DATASET EXCERPTS |
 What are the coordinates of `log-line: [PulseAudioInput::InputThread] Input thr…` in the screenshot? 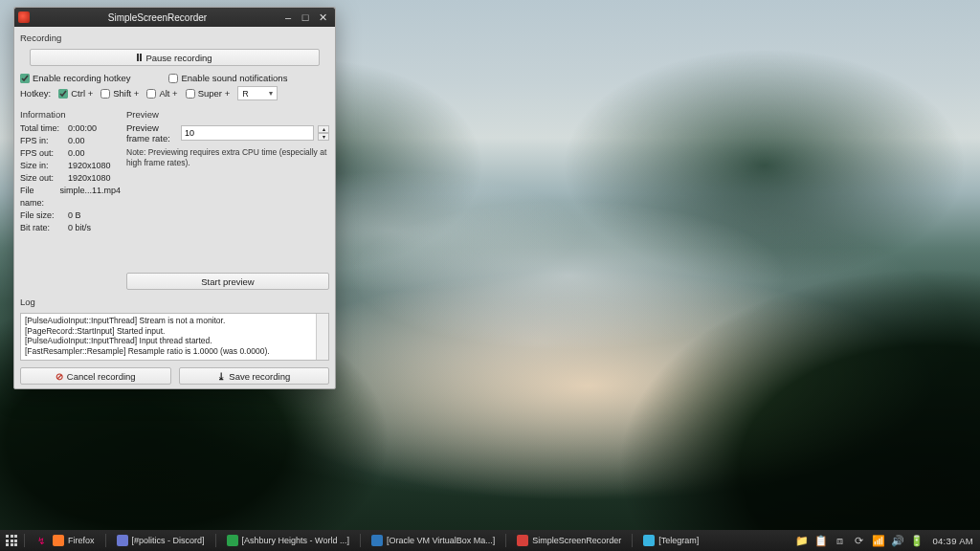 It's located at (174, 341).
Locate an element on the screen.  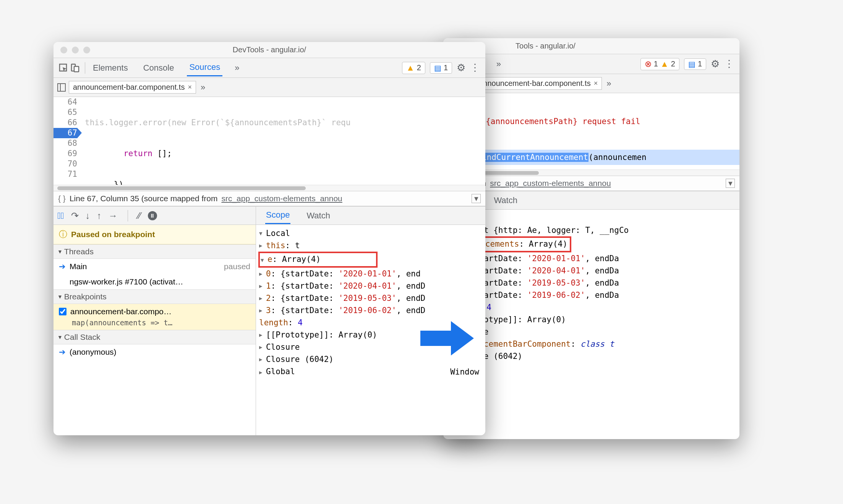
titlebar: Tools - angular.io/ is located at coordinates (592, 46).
==
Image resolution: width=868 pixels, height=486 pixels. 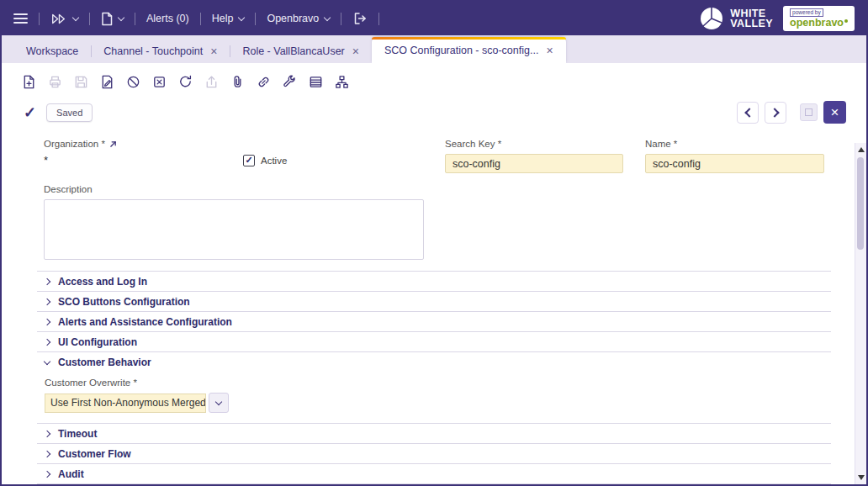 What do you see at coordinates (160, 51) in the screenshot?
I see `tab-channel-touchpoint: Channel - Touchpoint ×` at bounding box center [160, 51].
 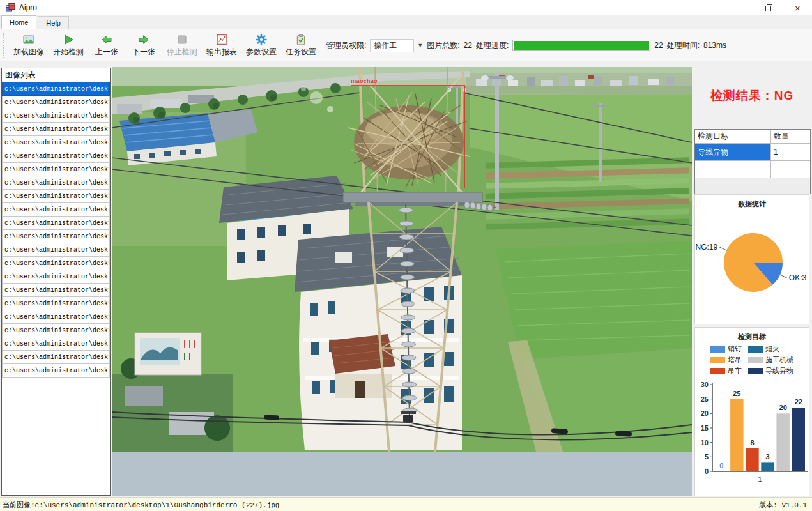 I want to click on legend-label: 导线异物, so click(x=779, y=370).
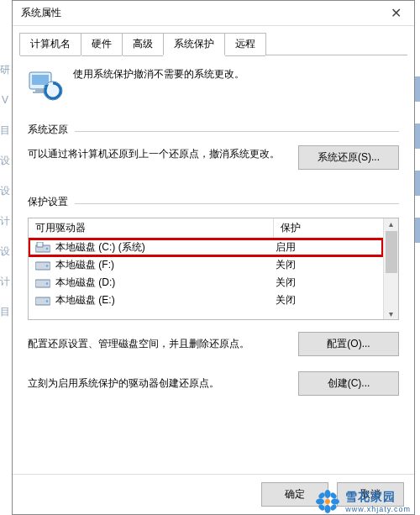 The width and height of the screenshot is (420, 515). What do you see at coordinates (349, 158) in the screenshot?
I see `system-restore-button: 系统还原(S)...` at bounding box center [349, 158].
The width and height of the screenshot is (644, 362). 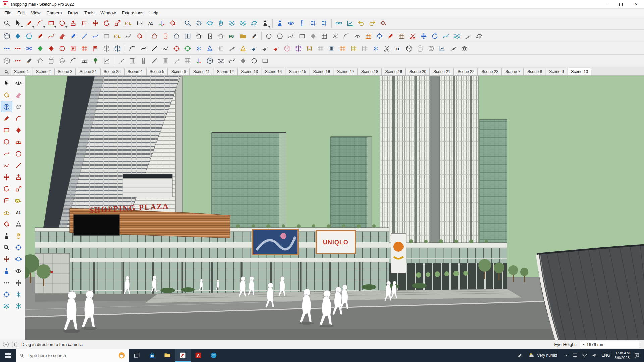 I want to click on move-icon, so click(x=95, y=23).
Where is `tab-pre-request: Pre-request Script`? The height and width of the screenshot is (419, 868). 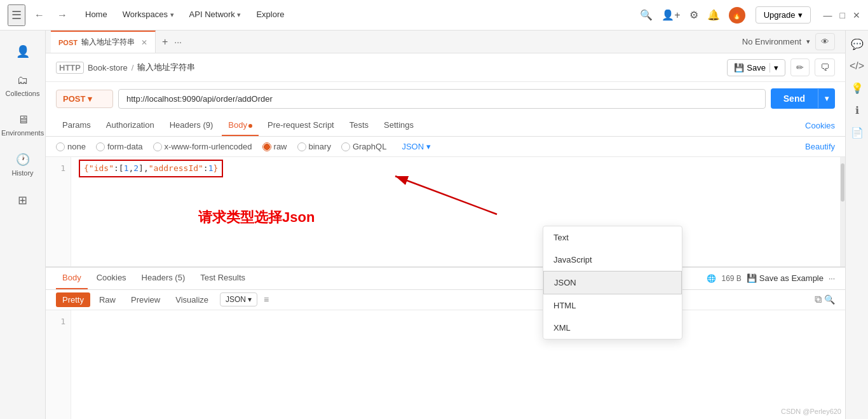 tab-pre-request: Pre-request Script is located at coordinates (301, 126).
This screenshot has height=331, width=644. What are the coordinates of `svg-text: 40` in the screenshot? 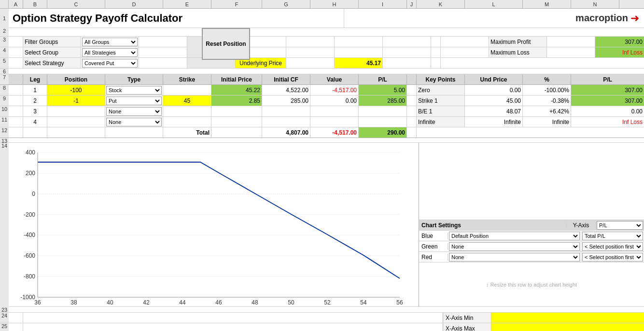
* * *
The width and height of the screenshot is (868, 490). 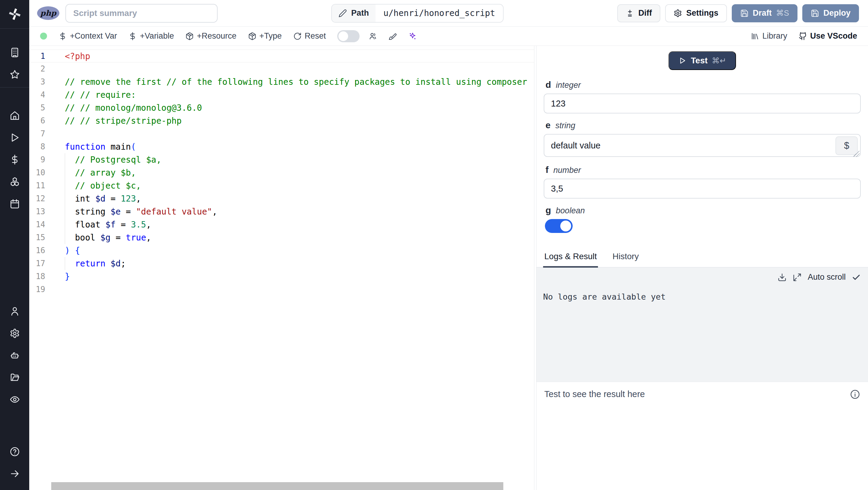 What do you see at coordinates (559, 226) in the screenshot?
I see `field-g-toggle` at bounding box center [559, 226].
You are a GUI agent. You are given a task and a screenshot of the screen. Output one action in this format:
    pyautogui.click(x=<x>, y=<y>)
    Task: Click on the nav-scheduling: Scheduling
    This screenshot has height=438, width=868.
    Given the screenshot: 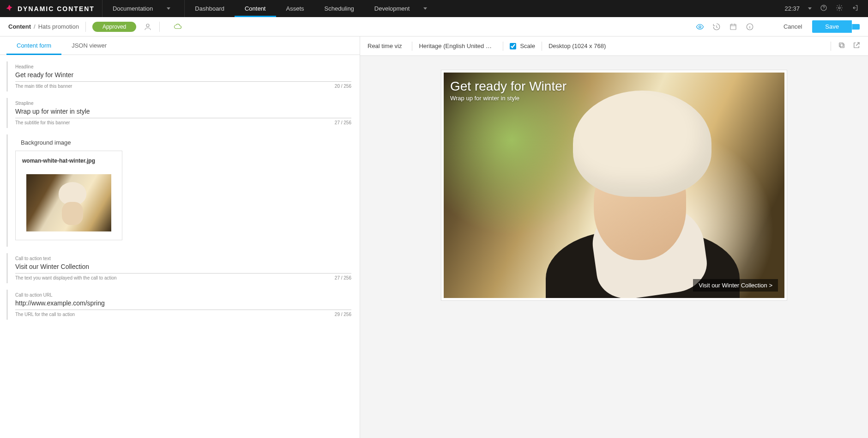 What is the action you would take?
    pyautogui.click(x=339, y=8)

PROBLEM |
In the listing above, find the line containing "You are a GUI" and the line containing "This screenshot has height=438, width=868.". Output them and every line between, exactly, and nothing else.

TASK RESPONSE |
You are a GUI agent. You are given a task and a screenshot of the screen. Output one action in this format:
    pyautogui.click(x=<x>, y=<y>)
    Task: Click on the nav-scheduling: Scheduling
    This screenshot has height=438, width=868.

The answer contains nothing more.